Today I'd like to address the idea that atheism is "extreme" in the same way the religious fundamentalism is. This is the well-known "extremes meet" kind of argument. As I've stated before, if religion actually has some truth to it, then it should be taken very, very seriously. I mean, if it is really true that Jesus died for our sins, or whatever, that is a hugely important fact about human history. It doesn't make sense to believe it "moderately," or see it as a vague feel-good metaphor that you can take or leave. On the other hand, if it has no truth to it at all, then it is pretty ridiculous and harmful nonsense. It is kind of hard to have a moderate, non-extreme position between those two poles of belief or non-belief. So in a sense, I do agree with the Christian fundamentalists that it truly matters whether you believe or not.

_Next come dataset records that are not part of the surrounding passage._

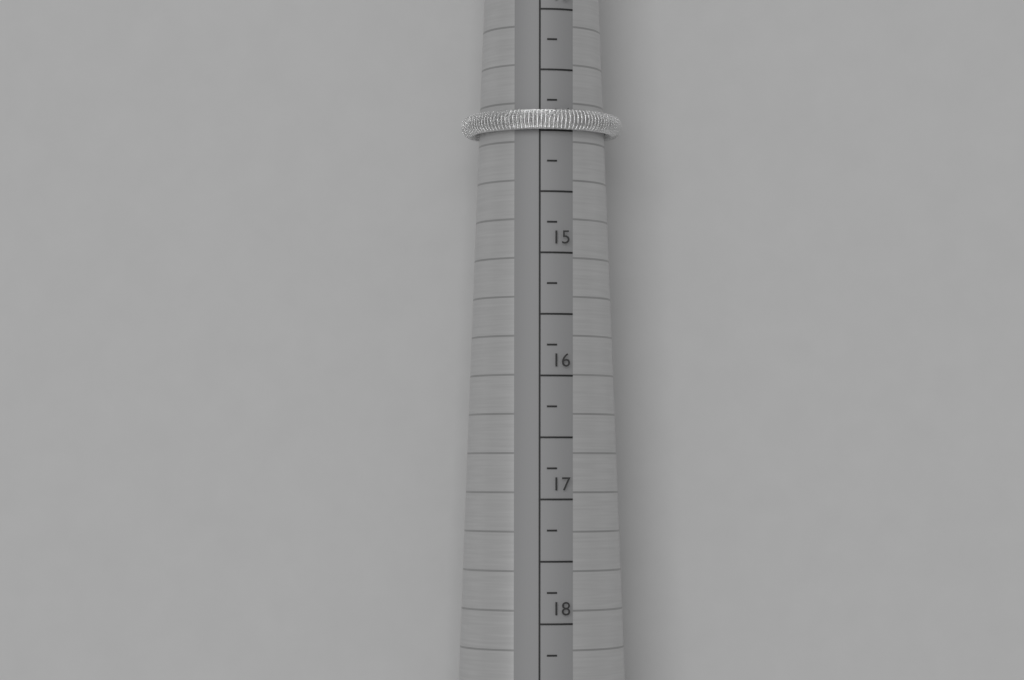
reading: 14.00 mm
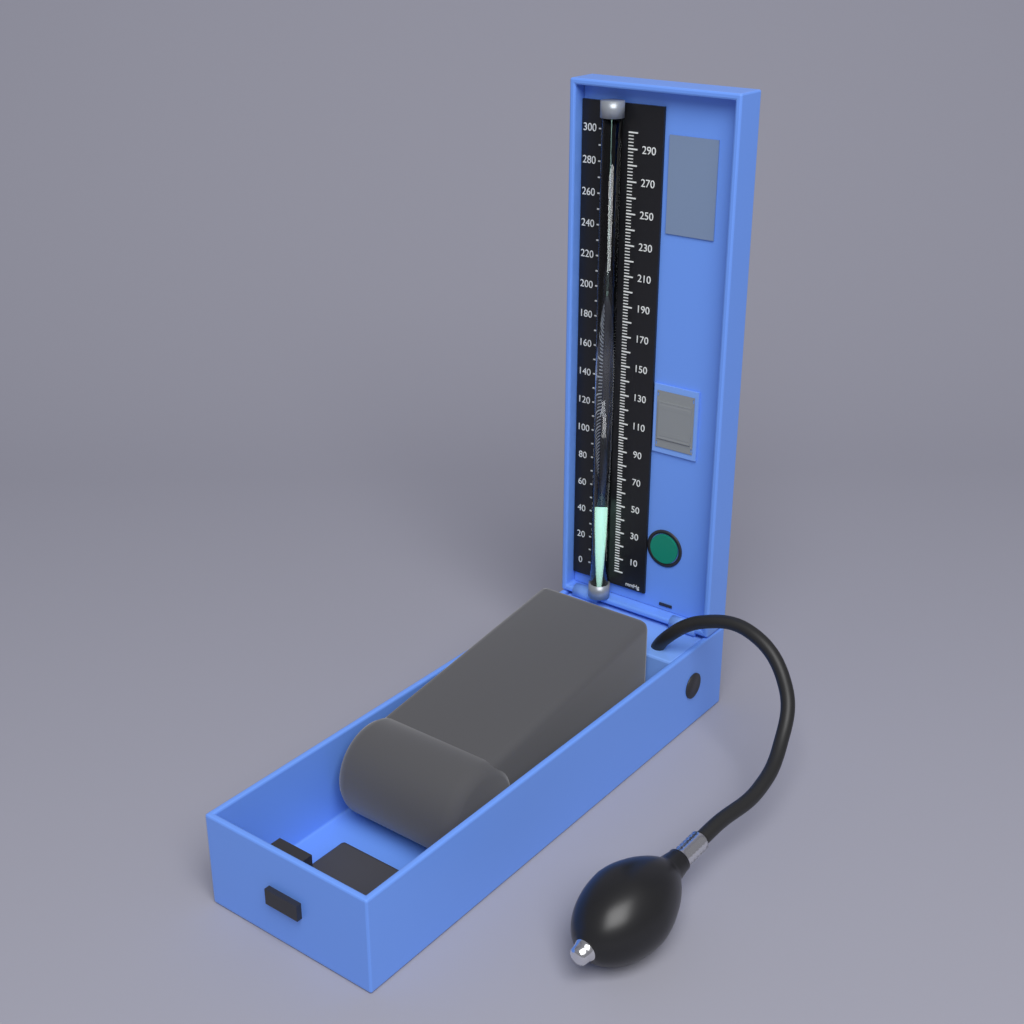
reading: 52 mmHg
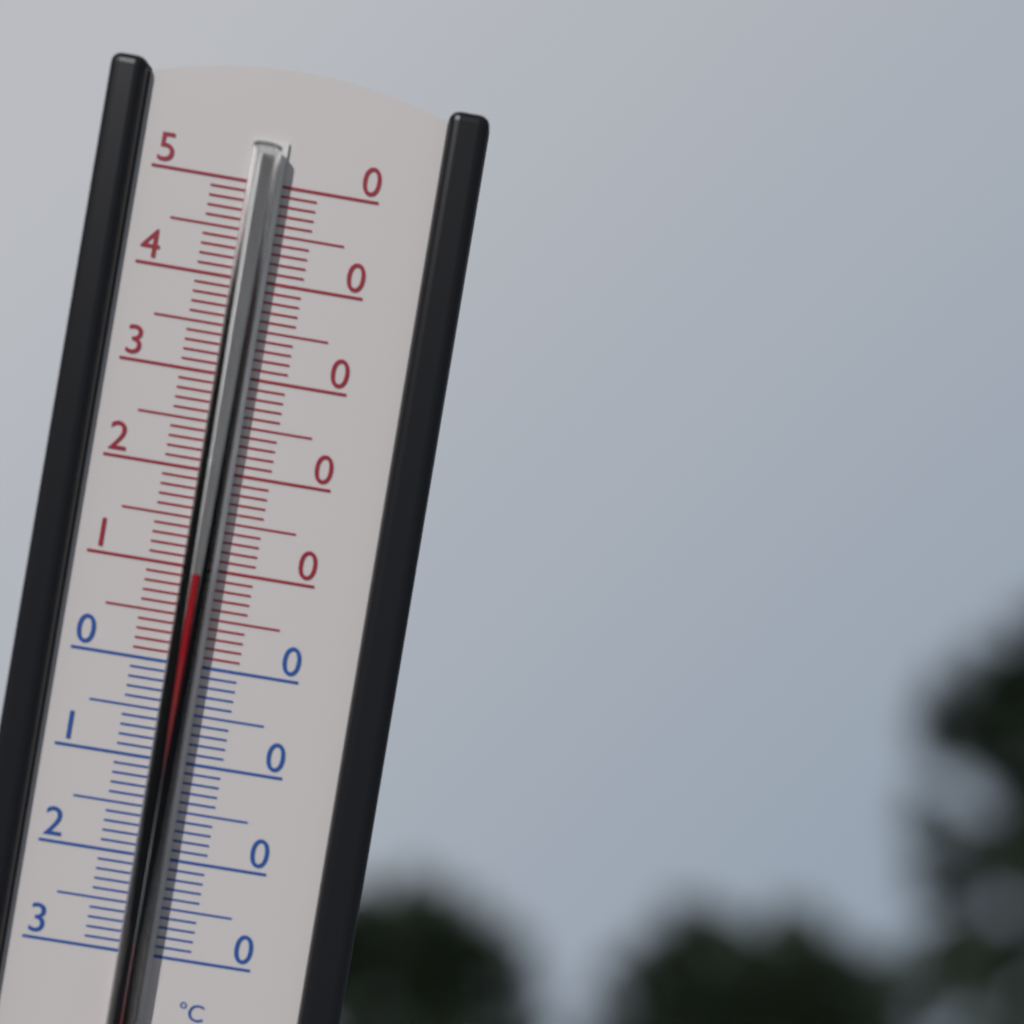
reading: 10 °C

I remember being told by a guy, who heard that I was professor literature, "You must like to read, then." Well, yeah. I almost asked a few ministers I met casually, "Wow, you must be kinda religious to do your job." I thought better of it because I am polite guy.

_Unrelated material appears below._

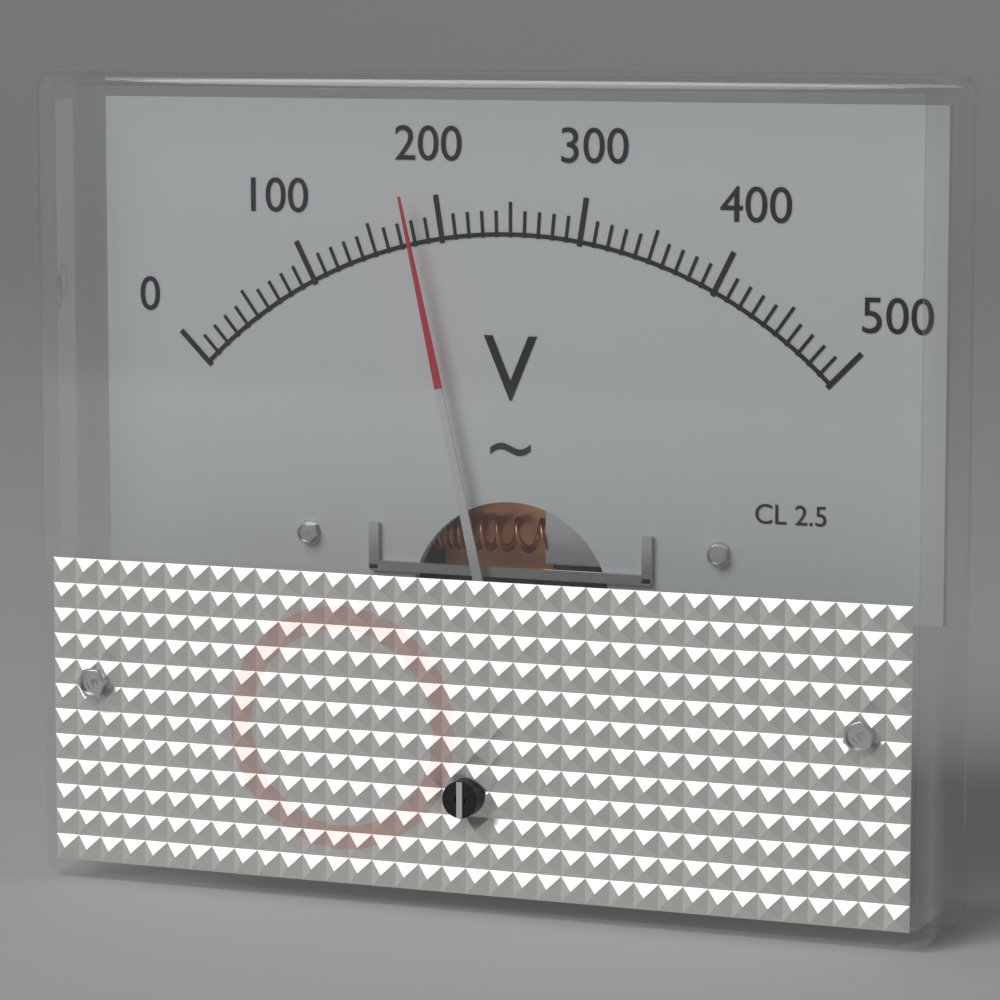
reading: 180 V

In my view, however, it is not dogmatic or extreme to refuse to believe in something you really don't have plausible evidence for. The two positions are not symmetrical in that sense. Even a very hard-core in-your-face atheism is still just a non theism, a refusal to buy into what almost everyone else is saying. It only looks extreme because of the huge dominance of religion in modern culture. Most atheists don't even spend a lot of time on atheism per se. It's more like something we don't do rather than something we devote energy to. Atheism is religion in the sense that not collecting stamps is a hobby, someone once said. In other words, it's more of an absence than a presence. It only becomes "extreme" when we actually decide to make a point of it, as in these posts of mine.
I read these. I don't always agree with your take on the issue of the day, but they're worth the read, if only to feel out the contours of my own eccentric religious configuration (roughly, "There is no God and Mary is His Mother").